Rocky Barker: House GOP stops short of halting monuments

In a vote last week, House Republicans expressed their opposition to a president’s power of protecting special places with a signature alone.

Despite their distaste for the unilateral exercise of presidential power, the vote was relatively close, passing 222-201 Wednesday.

That’s because Americans of all political persuasions love national parks and national monuments.

The bill would require a full environmental review under the National Environmental Policy Act before a monument larger than 5,000 acres could be created under the Antiquities Act of 1906. Both of Idaho’s Republican congressmen, Mike Simpson and Raul Labrador, supported the bill written by Republican Rep. Rob Bishop of Utah.

From timber sales to grazing permits, Republicans have been seeking to avoid full environmental reviews. But for land preservation they want more red tape.

That doesn’t translate automatically to less preservation. In Idaho’s congressional delegation, only Labrador has not gone on record supporting more protection for the Boulder-White Clouds, which is under consideration by the Obama administration as a national monument.

But even Labrador isn’t saying he’s against protection.

“Federal designations have too great of an impact on the individual states and should not be made without the participation of those closest to the ground,” said Todd Winer, a spokesman for Labrador. The bill that passed the House “would require the president to consider the input of local communities and states before declaring new national monuments.”

The irony wasn’t lost on preservationists that many areas that have bipartisan support for a monument have been held up in the House committee Bishop will chair if Republicans hold on to the House in this year’s elections.

Simpson’s own Central Idaho Economic Development and Recreation Act, which would protect 322,000 acres of the Boulder-White Cloud Mountains in three separate wilderness areas, can’t get a hearing in the House Resources Committee. It is Congress’ intransigence and the occasional immediate threats that pop up that have made the Antiquities Act so popular with Republican and Democratic presidents.

That said, there is now an implied demand for presidents and the Cabinet secretaries involved in designating monuments to hold a public process and engage with state leaders before a president signs a designation. After President Clinton suddenly set aside the Grand Staircase-Escalante National Monument in southern Utah on the eve of the 1996 election, Interior Secretary Bruce Babbitt shifted gears.
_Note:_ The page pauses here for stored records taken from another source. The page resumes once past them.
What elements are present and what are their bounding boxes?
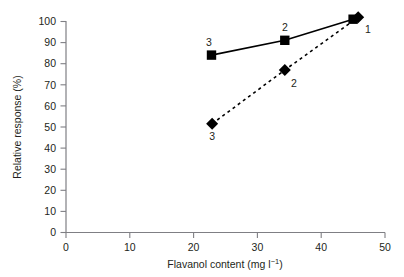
annotation-solid-3: 3: [206, 36, 212, 48]
x-tick-label-0: 0: [63, 241, 69, 253]
x-tick-label-40: 40: [315, 241, 327, 253]
x-tick-label-30: 30: [252, 241, 264, 253]
x-tick-labels: 0 10 20 30 40 50: [63, 241, 391, 253]
x-axis-title-main: Flavanol content (mg l: [167, 258, 270, 270]
y-tick-labels: 0 10 20 30 40 50 60 70 80 90 100: [38, 15, 56, 238]
y-tick-label-10: 10: [44, 205, 56, 217]
y-tick-label-20: 20: [44, 184, 56, 196]
y-tick-label-60: 60: [44, 100, 56, 112]
solid-series-marker-2: [280, 36, 289, 45]
chart-plot-area: 0 10 20 30 40 50 60 70 80 90 100 0 10 20…: [0, 0, 404, 277]
x-tick-label-20: 20: [188, 241, 200, 253]
solid-series-marker-3: [207, 50, 216, 59]
x-axis-title-superscript: −1: [271, 257, 280, 266]
chart-figure: 0 10 20 30 40 50 60 70 80 90 100 0 10 20…: [0, 0, 404, 277]
dashed-series-marker-3: [206, 118, 218, 130]
annotation-dashed-3: 3: [209, 130, 215, 142]
x-axis-title-tail: ): [279, 258, 283, 270]
x-axis-title: Flavanol content (mg l−1): [167, 257, 282, 270]
x-tick-marks: [66, 233, 385, 239]
y-tick-label-0: 0: [50, 226, 56, 238]
dashed-series-marker-2: [279, 64, 291, 76]
y-axis-title: Relative response (%): [11, 75, 23, 178]
annotation-solid-2: 2: [282, 21, 288, 33]
y-tick-label-90: 90: [44, 36, 56, 48]
y-tick-label-70: 70: [44, 79, 56, 91]
x-tick-label-50: 50: [379, 241, 391, 253]
y-tick-label-50: 50: [44, 121, 56, 133]
y-tick-label-30: 30: [44, 163, 56, 175]
annotation-dashed-2: 2: [291, 77, 297, 89]
annotation-solid-1: 1: [365, 23, 371, 35]
y-tick-label-40: 40: [44, 142, 56, 154]
solid-series-marker-1: [348, 15, 357, 24]
y-tick-marks: [61, 22, 67, 233]
y-tick-label-80: 80: [44, 57, 56, 69]
y-tick-label-100: 100: [38, 15, 56, 27]
x-tick-label-10: 10: [124, 241, 136, 253]
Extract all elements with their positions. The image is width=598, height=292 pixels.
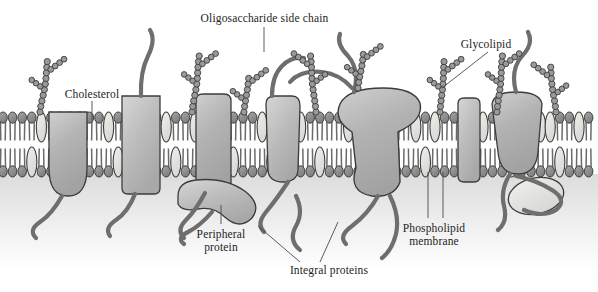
phospholipid-head — [0, 112, 7, 123]
sugar-monomer — [181, 72, 187, 78]
phospholipid-head — [248, 166, 257, 177]
phospholipid-head — [335, 166, 344, 177]
label-cholesterol: Cholesterol — [56, 88, 128, 101]
phospholipid-head — [536, 166, 545, 177]
cholesterol-molecule — [420, 147, 430, 177]
phospholipid-head — [172, 112, 181, 123]
label-phospholipid-membrane-line2: membrane — [409, 235, 459, 247]
integral-protein-3 — [196, 94, 231, 193]
sugar-monomer — [291, 51, 297, 57]
cholesterol-molecule — [161, 112, 171, 142]
label-integral-proteins: Integral proteins — [280, 264, 378, 277]
phospholipid-head — [162, 166, 171, 177]
phospholipid-head — [239, 166, 248, 177]
sugar-monomer — [531, 62, 537, 68]
sugar-monomer — [441, 59, 447, 65]
phospholipid-head — [258, 166, 267, 177]
cholesterol-molecule — [545, 112, 555, 142]
cholesterol-molecule — [315, 147, 325, 177]
sugar-monomer — [458, 56, 464, 62]
integral-protein-1 — [49, 112, 87, 196]
label-peripheral-protein: Peripheralprotein — [186, 228, 256, 253]
sugar-monomer — [192, 92, 198, 98]
cholesterol-molecule — [430, 112, 440, 142]
sugar-monomer — [230, 88, 236, 94]
phospholipid-head — [95, 166, 104, 177]
phospholipid-head — [95, 112, 104, 123]
integral-protein-4 — [266, 96, 300, 182]
oligosaccharide-chain — [29, 56, 67, 115]
sugar-monomer — [427, 77, 433, 83]
sugar-monomer — [191, 98, 197, 104]
phospholipid-head — [450, 112, 459, 123]
sugar-monomer — [377, 44, 383, 50]
phospholipid-head — [450, 166, 459, 177]
phospholipid-head — [248, 112, 257, 123]
label-glycolipid: Glycolipid — [455, 38, 517, 51]
sugar-monomer — [563, 83, 569, 89]
phospholipid-head — [546, 166, 555, 177]
sugar-monomer — [44, 59, 50, 65]
cholesterol-molecule — [171, 147, 181, 177]
phospholipid-head — [104, 166, 113, 177]
label-peripheral-protein-line1: Peripheral — [197, 228, 246, 240]
phospholipid-head — [412, 166, 421, 177]
phospholipid-head — [181, 166, 190, 177]
sugar-monomer — [516, 51, 522, 57]
phospholipid-head — [565, 112, 574, 123]
integral-protein-6 — [458, 98, 480, 182]
sugar-monomer — [344, 64, 350, 70]
sugar-monomer — [307, 53, 313, 59]
cell-membrane-diagram: Oligosaccharide side chain Cholesterol G… — [0, 0, 598, 292]
sugar-monomer — [61, 56, 67, 62]
cholesterol-molecule — [104, 112, 114, 142]
sugar-monomer — [38, 103, 44, 109]
integral-protein-2 — [122, 96, 160, 194]
phospholipid-head — [575, 166, 584, 177]
label-oligosaccharide-side-chain: Oligosaccharide side chain — [197, 12, 332, 25]
sugar-monomer — [190, 103, 196, 109]
phospholipid-head — [28, 112, 37, 123]
sugar-monomer — [356, 79, 362, 85]
phospholipid-head — [18, 166, 27, 177]
sugar-monomer — [263, 68, 269, 74]
phospholipid-head — [325, 166, 334, 177]
phospholipid-head — [440, 166, 449, 177]
phospholipid-head — [8, 112, 17, 123]
phospholipid-head — [181, 112, 190, 123]
cholesterol-molecule — [555, 147, 565, 177]
sugar-monomer — [196, 53, 202, 59]
phospholipid-head — [488, 166, 497, 177]
phospholipid-head — [431, 166, 440, 177]
phospholipid-head — [344, 166, 353, 177]
label-phospholipid-membrane: Phospholipidmembrane — [390, 222, 478, 247]
phospholipid-head — [325, 112, 334, 123]
sugar-monomer — [548, 64, 554, 70]
oligosaccharide-chain — [230, 68, 269, 116]
sugar-monomer — [213, 51, 219, 57]
sugar-monomer — [322, 72, 328, 78]
cholesterol-molecule — [36, 112, 46, 142]
cholesterol-molecule — [574, 112, 584, 142]
phospholipid-head — [584, 112, 593, 123]
label-peripheral-protein-line2: protein — [204, 241, 238, 253]
phospholipid-head — [0, 166, 7, 177]
sugar-monomer — [499, 53, 505, 59]
cholesterol-molecule — [27, 147, 37, 177]
phospholipid-head — [565, 166, 574, 177]
phospholipid-head — [421, 112, 430, 123]
phospholipid-head — [18, 112, 27, 123]
label-phospholipid-membrane-line1: Phospholipid — [403, 222, 466, 234]
phospholipid-head — [37, 166, 46, 177]
sugar-monomer — [485, 72, 491, 78]
phospholipid-head — [114, 112, 123, 123]
sugar-monomer — [40, 92, 46, 98]
sugar-monomer — [39, 98, 45, 104]
phospholipid-head — [306, 166, 315, 177]
phospholipid-head — [402, 166, 411, 177]
sugar-monomer — [551, 98, 557, 104]
phospholipid-head — [8, 166, 17, 177]
phospholipid-head — [584, 166, 593, 177]
sugar-monomer — [29, 77, 35, 83]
He conducted several tours of the West to meet with communities where the Clinton administration was considering monuments, including Idaho. Babbitt made trips to Arco and Boise before Clinton expanded the Craters of the Moon National Monument in early 2001, one of six in the last week of his term.

Clinton stopped short of designating a monument in the Owyhee Canyonlands. But the clear national interest in the desolate desert landscape – once proposed as a national park – prompted Owyhee County to begin its own collaborative process, examining how to preserve both the wilderness and the ranching culture that is so important to its residents.

Eventually, Republican Sen. Mike Crapo led the effort to protect 512,000 acres of wilderness as part of a comprehensive bill that has transformed the relationship between the conservation community and Owyhee County’s ranchers. An examination of possible monument status by former Interior Secretary Dirk Kempthorne of the area around eastern Idaho’s Mesa Falls has, years later, prompted a study of the future of the greater Island Park area near Yellowstone National Park.

As with the Owyhee Canyonlands, the national interest in that area will never recede. So leaders in Fremont County want to have their own vision – or at least share their information – before others come in and put their own stamp on it.

The Antiquities Act, like so many institutions in our democratic republic, grew from our Constitution’s checks and balances and has instilled a creative tension. The House-passed monument bill, though unlikely to go anywhere in the Democratic Senate, is the latest chapter.

Bishop could have brought up a bill to reverse Staircase-Escalante, or any of the recent national monuments that President Obama has established. He didn’t because today, even in Utah, the monument is popular.